== SUPPLIED INFORMATION ==
=-=-=-=-=
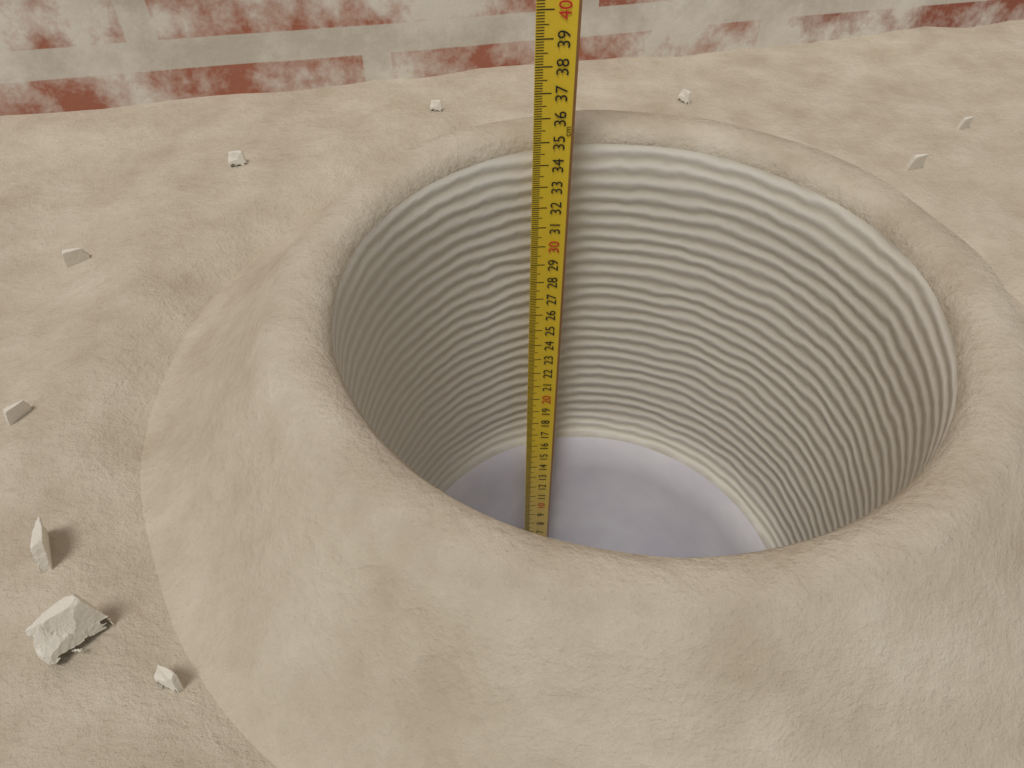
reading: 34.8 cm
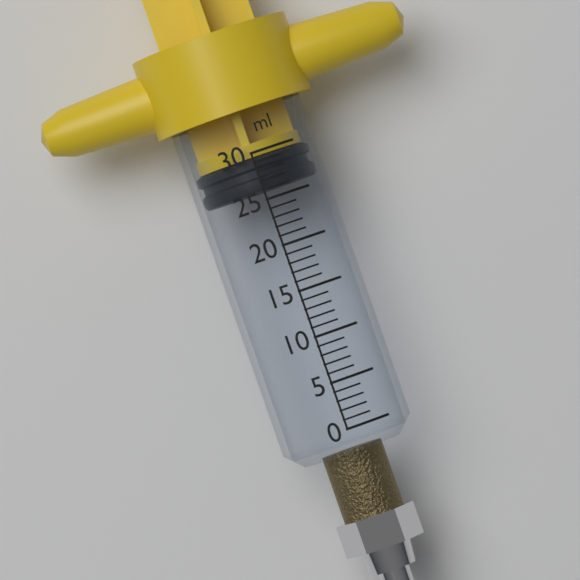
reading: 26 ml
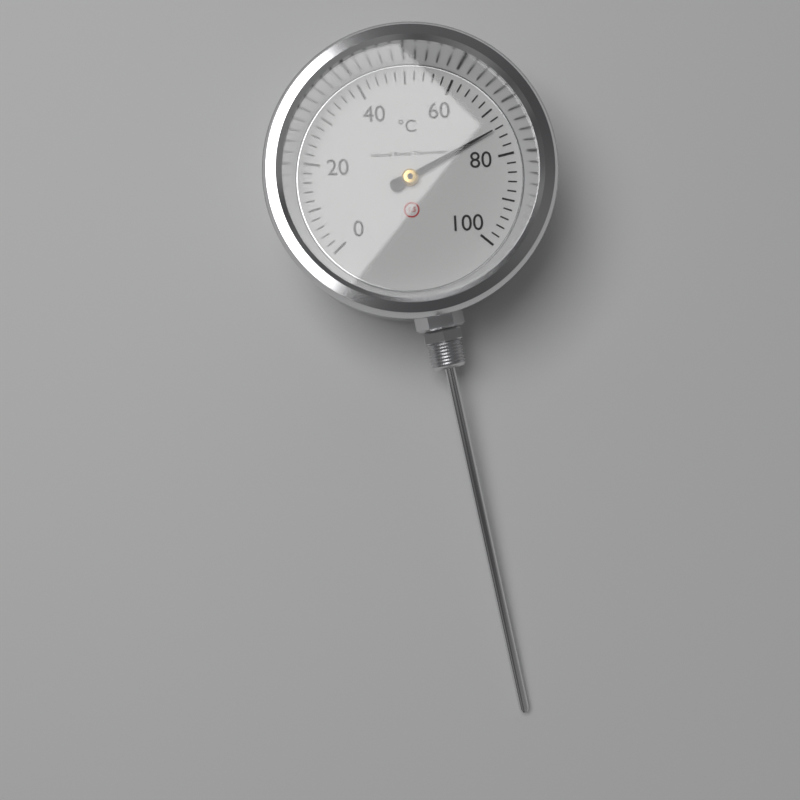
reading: 74 °C
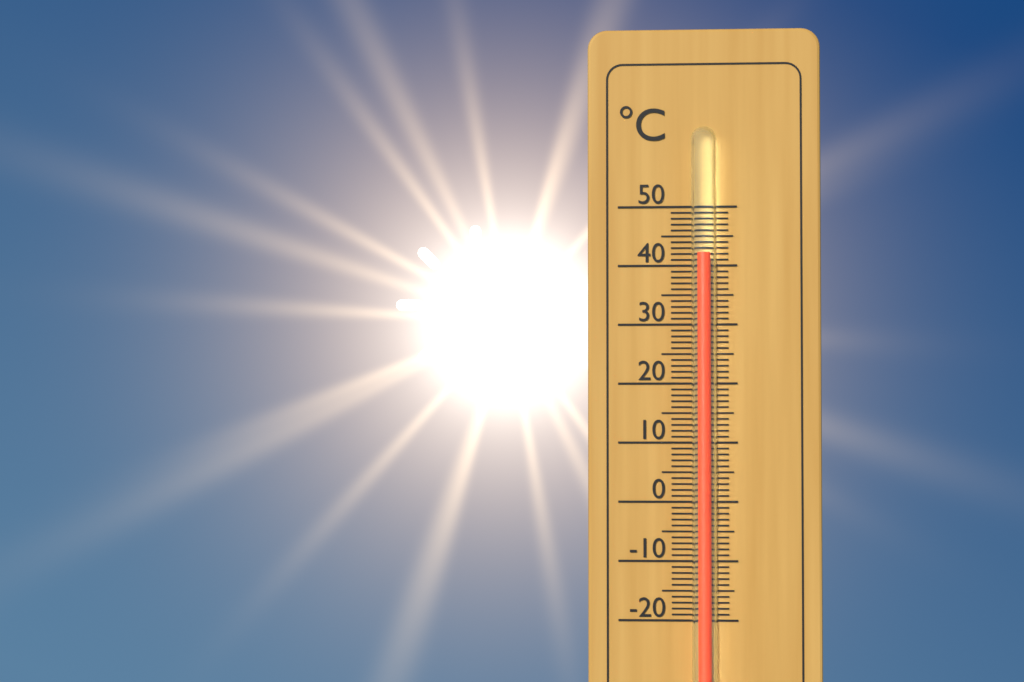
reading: 42 °C
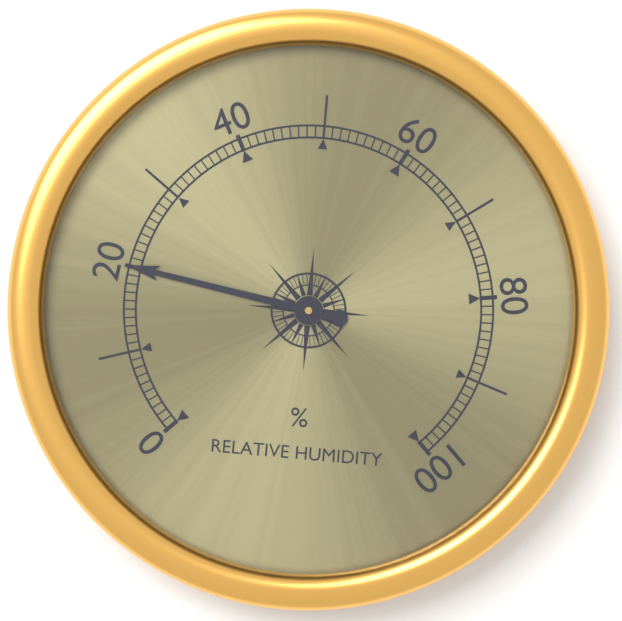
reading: 20 %
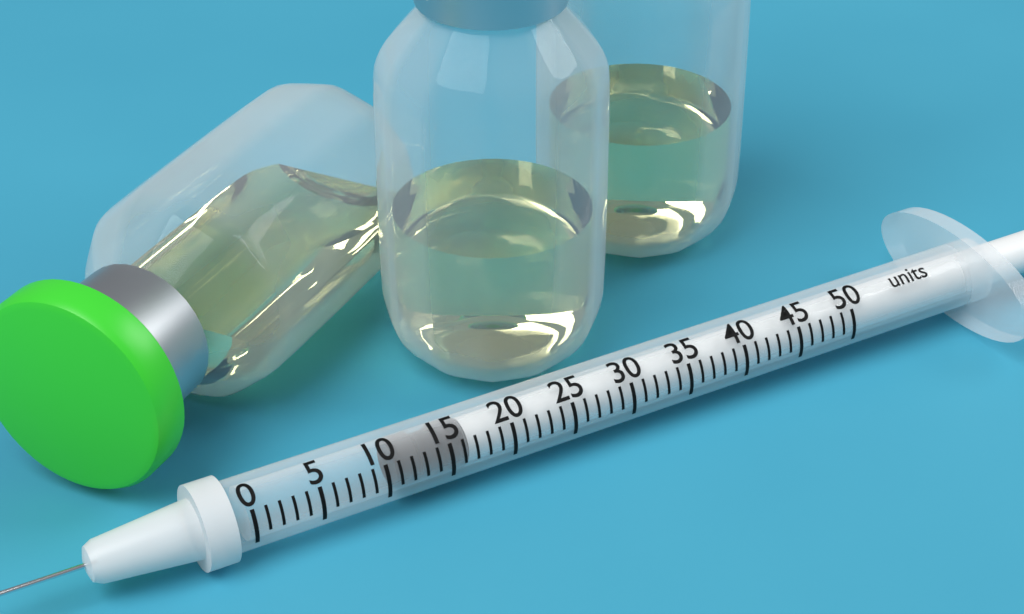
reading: 11 units
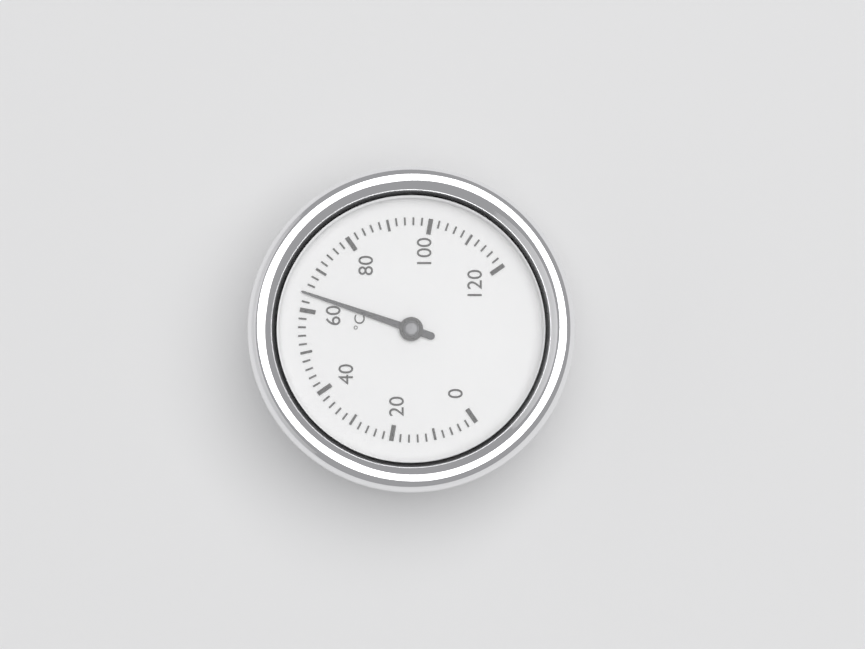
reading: 64 °C
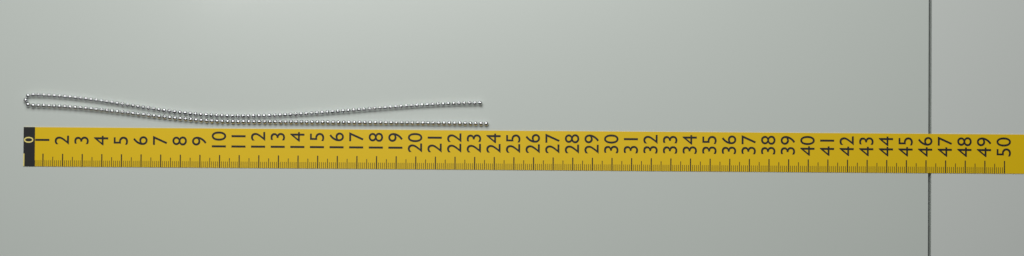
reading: 23.7 cm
=-=-=-=-=
== YOUR ASSIGNMENT ==
Everything in the entries above except the pictures should be given again exactly.

== SOLUTION TO THIS TASK ==
reading: 34.8 cm
reading: 26 ml
reading: 74 °C
reading: 42 °C
reading: 20 %
reading: 11 units
reading: 64 °C
reading: 23.7 cm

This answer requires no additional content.